A new Ethan Coen film is released in the UK today.
The Coen brothers have produced a string of mostly excellent movies for more than forty years. I didn’t know about Drive-Away Dolls until I read a good review in The Times this morning. So it is a coincidence that I had been planning to write about the Coens because I watched Barton Fink yesterday. It’s hard to categorise their films but I can try; wry, quirky, understated comedies might do it – but then there’s their magnificent Western, True Grit, so I give up.
Other auteurs have a distinct style often aided by their composers. Ennio Morricone wrote the music for more than four hundred films but is particularly associated with Sergio Leone and Giuseppe Tornatore. The former made all those spaghetti westerns featuring long pieces of Morricone music whilst Clint Eastwood hangs around being Clint. Apparently Leone liked the music so much he made scenes even longer to play more of it. Tornatore is an acclaimed director but I have only seen one of his films: Cinema Paradiso with Morricone’s score.
Alfred Hitchcock made almost fifty films and in seven of them used Bernard Herrmann’s music. These were some of his greatest: Vertigo, North by Northwest, Marnie and Psycho stand out. The collaboration between director and composer was dramatised on Sunday evening in a play on Radio 3 – “Cinema Sunday” on R3.
Bennie & Hitch is about “the explosive relationship between Bernard Herrmann and Alfred Hitchcock brought to life by Andrew McCaldon with the BBC Concert Orchestra, starring Tim McInnerny and Toby Jones”; says the R3 website. To be honest Andrew McCaldon didn’t have much material to go on and the BBC Concert Orchestra rode to the rescue with plenty of excerpts from their cinematic collaborations. That stretched it out for two enjoyable hours.
The Coens’ films typically run for less than two hours and Ethan’s latest comes in at just 84 minutes, something more prolix directors should take note of. At least if Drive-Away Dolls palls, it is short.
Also positively reviewed in last few days in Wall St Journal. Interesting to note the original title,”Runaway Dykes”.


> Problem statement: Please repeat the records exactly from their first line, finishing at the line containing "The height and width of the screenshot is (396, 1171)." and including it.
*-*-*
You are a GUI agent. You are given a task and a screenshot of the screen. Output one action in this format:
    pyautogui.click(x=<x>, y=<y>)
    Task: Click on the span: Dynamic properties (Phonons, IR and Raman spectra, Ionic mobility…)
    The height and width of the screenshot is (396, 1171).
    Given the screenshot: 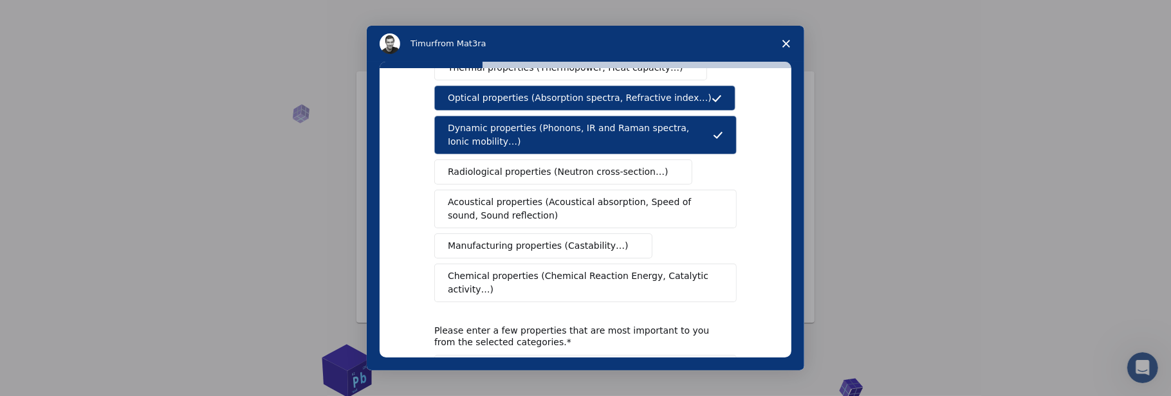 What is the action you would take?
    pyautogui.click(x=580, y=135)
    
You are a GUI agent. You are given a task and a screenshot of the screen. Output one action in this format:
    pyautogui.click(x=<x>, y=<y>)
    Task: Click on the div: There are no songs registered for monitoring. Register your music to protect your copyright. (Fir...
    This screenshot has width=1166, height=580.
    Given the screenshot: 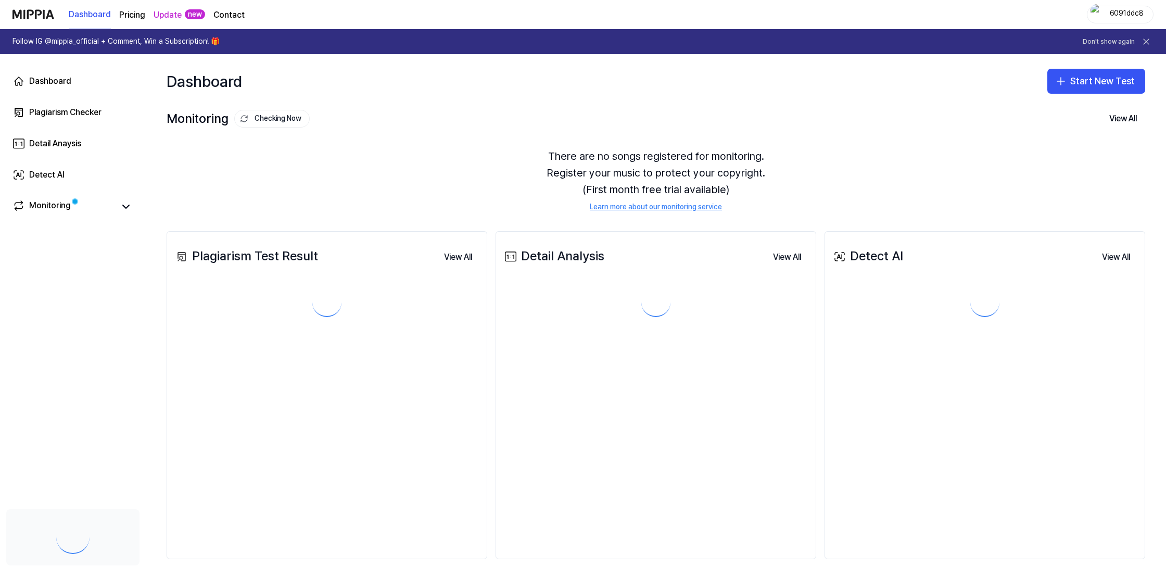 What is the action you would take?
    pyautogui.click(x=656, y=180)
    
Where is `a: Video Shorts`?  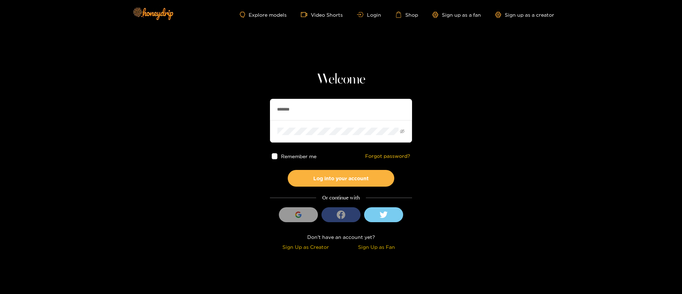
a: Video Shorts is located at coordinates (322, 15).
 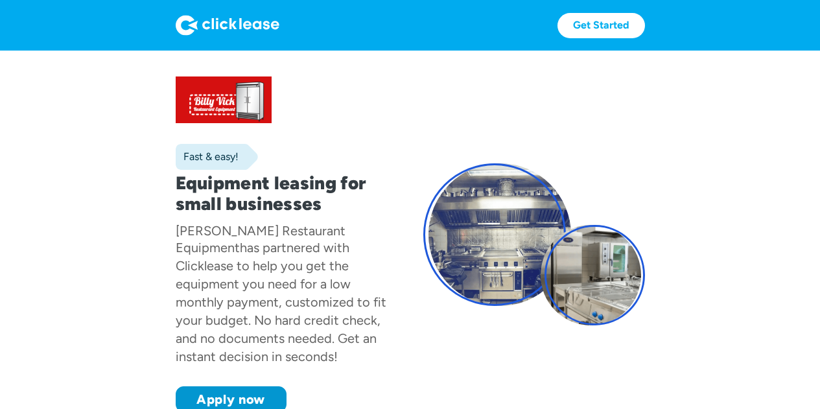 What do you see at coordinates (601, 25) in the screenshot?
I see `a: Get Started` at bounding box center [601, 25].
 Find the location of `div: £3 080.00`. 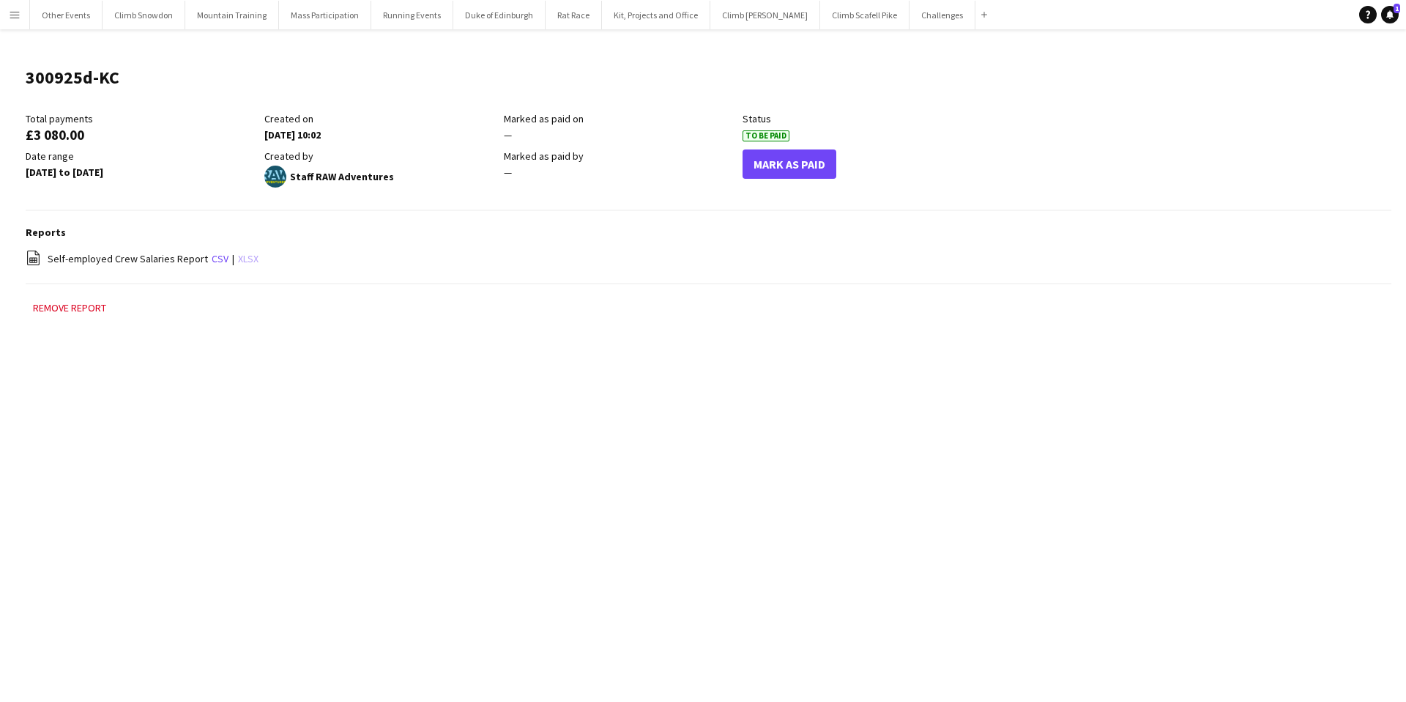

div: £3 080.00 is located at coordinates (141, 135).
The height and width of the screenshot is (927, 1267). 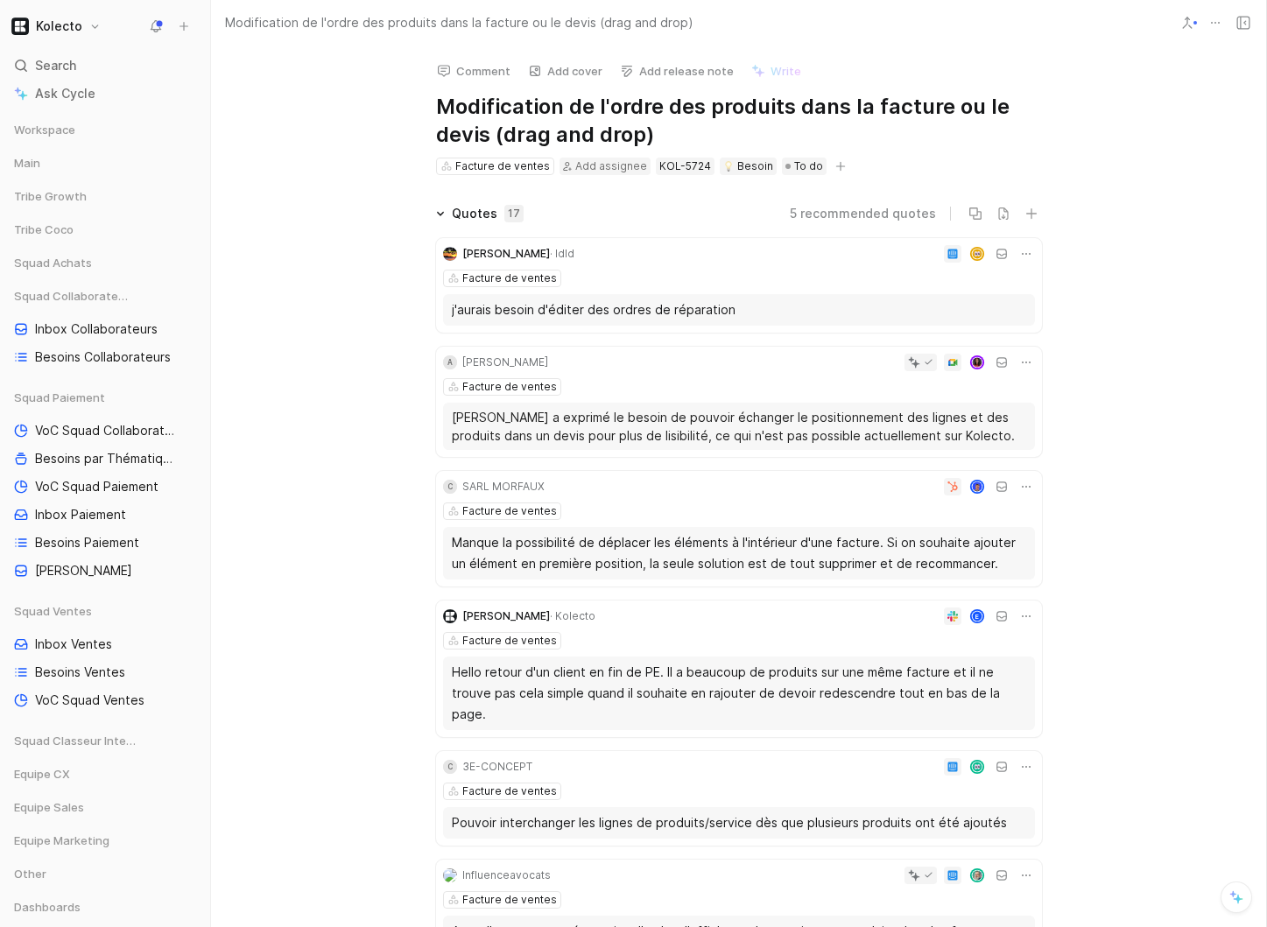 I want to click on span: Squad Achats, so click(x=53, y=263).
*-*-*
> Answer to the exercise:
You are a GUI agent. You are given a task and a screenshot of the screen. Output one action in this format:
    pyautogui.click(x=<x>, y=<y>)
    Task: Click on the span: Dynamic properties (Phonons, IR and Raman spectra, Ionic mobility…)
    The height and width of the screenshot is (396, 1171).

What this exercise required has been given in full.